Art reviews: John Zurier in Berkeley
By Kenneth Baker
October 31, 2014
The Berkeley Art Museum’s curators have set the light level noonday high in a large gallery devoted to a solo show of Bay Area painter John Zurier, No. 255 in the institution’s long-running Matrix series.
The brightness favors various paintings whose dark tonalities will not disclose their details under light any less intense. It also serves as a cue, which too few visitors may recognize, that these works demand extraordinary scrutiny.
If no one has yet anointed Zurier a “painter’s painter,” someone inevitably will. It sounds like a compliment, like praise of a restaurant that chefs frequent after hours, but people tend to read it as a caution that something forbiddingly esoteric awaits them.

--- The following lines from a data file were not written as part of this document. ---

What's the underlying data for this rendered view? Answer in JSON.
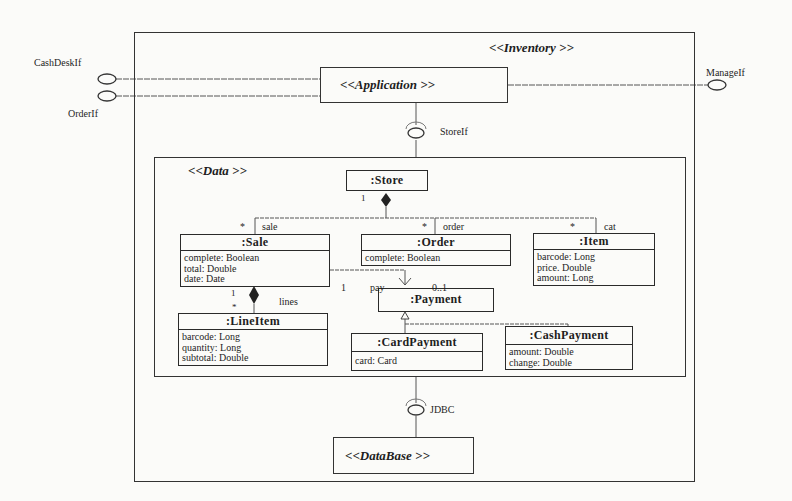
{
  "diagram": {
    "type": "UML component / class diagram",
    "outer_component": {
      "stereotype": "<<Inventory >>"
    },
    "application": {
      "stereotype": "<<Application    >>"
    },
    "data_component": {
      "stereotype": "<<Data >>"
    },
    "database": {
      "stereotype": "<<DataBase   >>"
    },
    "interfaces": {
      "cashdesk": "CashDeskIf",
      "order": "OrderIf",
      "manage": "ManageIf",
      "store": "StoreIf",
      "jdbc": "JDBC"
    },
    "classes": [
      {
        "id": "store",
        "name": ":Store",
        "attributes": []
      },
      {
        "id": "sale",
        "name": ":Sale",
        "attributes": [
          "complete: Boolean",
          "total: Double",
          "date: Date"
        ]
      },
      {
        "id": "order",
        "name": ":Order",
        "attributes": [
          "complete: Boolean"
        ]
      },
      {
        "id": "item",
        "name": ":Item",
        "attributes": [
          "barcode: Long",
          "price. Double",
          "amount: Long"
        ]
      },
      {
        "id": "payment",
        "name": ":Payment",
        "attributes": []
      },
      {
        "id": "lineitem",
        "name": ":LineItem",
        "attributes": [
          "barcode: Long",
          "quantity: Long",
          "subtotal: Double"
        ]
      },
      {
        "id": "cardpayment",
        "name": ":CardPayment",
        "attributes": [
          "card: Card"
        ]
      },
      {
        "id": "cashpayment",
        "name": ":CashPayment",
        "attributes": [
          "amount: Double",
          "change: Double"
        ]
      }
    ],
    "associations": {
      "store_mult": "1",
      "sale_mult": "*",
      "sale_role": "sale",
      "order_mult": "*",
      "order_role": "order",
      "item_mult": "*",
      "item_role": "cat",
      "sale_pay_mult": "1",
      "pay_role": "pay",
      "payment_mult": "0..1",
      "sale_lines_mult": "1",
      "lineitem_mult": "*",
      "lines_role": "lines"
    }
  }
}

In fact, Zurier’s paintings present themselves as disarmingly open to dismissal — as possibly self-involved, lacking in discernible content, fatally indifferent to reception.
The thought of self-involvement cuts closest to relevant response because, deliberately or not, it recognizes Zurier’s process of observing and responding to the fine material and expressive details of each painting as it evolves.

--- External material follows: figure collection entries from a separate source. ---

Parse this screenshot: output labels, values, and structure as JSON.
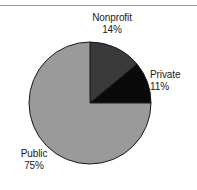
{
  "chart_data": {
    "type": "pie",
    "title": "",
    "categories": [
      "Nonprofit",
      "Private",
      "Public"
    ],
    "values": [
      14,
      11,
      75
    ],
    "value_unit": "%",
    "labels": [
      {
        "name": "Nonprofit",
        "value": "14%",
        "color": "#3a3a3a",
        "position": "top"
      },
      {
        "name": "Private",
        "value": "11%",
        "color": "#0a0a0a",
        "position": "right"
      },
      {
        "name": "Public",
        "value": "75%",
        "color": "#9a9a9a",
        "position": "bottom-left"
      }
    ],
    "start_angle_deg": 0,
    "direction": "clockwise",
    "legend": "none",
    "grid": false,
    "xlabel": "",
    "ylabel": ""
  },
  "figure": {
    "background_color": "#ffffff",
    "rule_color": "#9a9a9a",
    "pie_outline_color": "#1a1a1a",
    "text_color": "#1a1a1a"
  }
}
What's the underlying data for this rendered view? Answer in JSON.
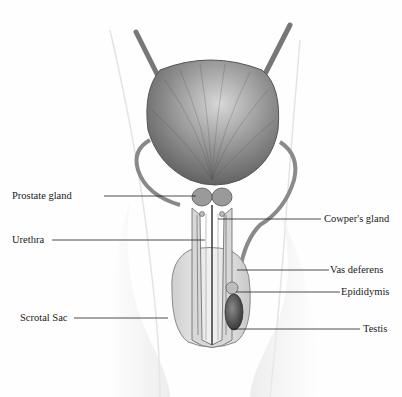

The dimensions of a working surface, its texture — from light or heavy linen to coarse jute — the way the fabric weave takes an oil color or distemper, and the atmospherics of an emergent picture space — all these qualities may get overlooked or considered arbitrary by viewers in a hurry or liable to confuse looking with scanning. But they are at the center of Zurier’s attention as he works, along with memories and observations of light and landscape, particularly those of Iceland, where he has worked for some portion of each year lately.
The care given at the BAM to the placement and sequence of Zurier’s paintings, undoubtedly with his involvement, gives visitors another sort of prompting to bear down on the works’ material specifics.
The overriding question the paintings pose, though, is whether we can slow down to the tempo of observation that they set.
Underlying the adventures of Zurier’s hand, his eye for color and other constructive obsessions is an education in art that surfaces in details and affinities he probably does not track consciously.
He may not have thought of Matisse when painting the teal green band that laps across fog-gray “Finnbogi” (2014), but to the mind of anyone who knows the French master’s work, it will recall Matisse’s “Shaft of Sunlight, The Woods of Trivaux” (1917).
Similarly, Zurier may not have studied the sparely punctuated color fields of Raoul De Keyser (1930-2012), but Zurier’s “Héraðsdalur 13 (Avalanche)” (2014) and “Icelandic Painting (12 Drops)” (2012) seem to transmit echoes of them.
Possible allusions to artists as diverse as Barnett Newman, Edvard Munch and Robert Motherwell also drift through this selection of Zurier’s work, signs not of homage or influence but of a prodigious knack of internalizing painters’ ambitions in which Zurier’s art silently offers to initiate us.
Kenneth Baker is The San Francisco Chronicle’s art critic.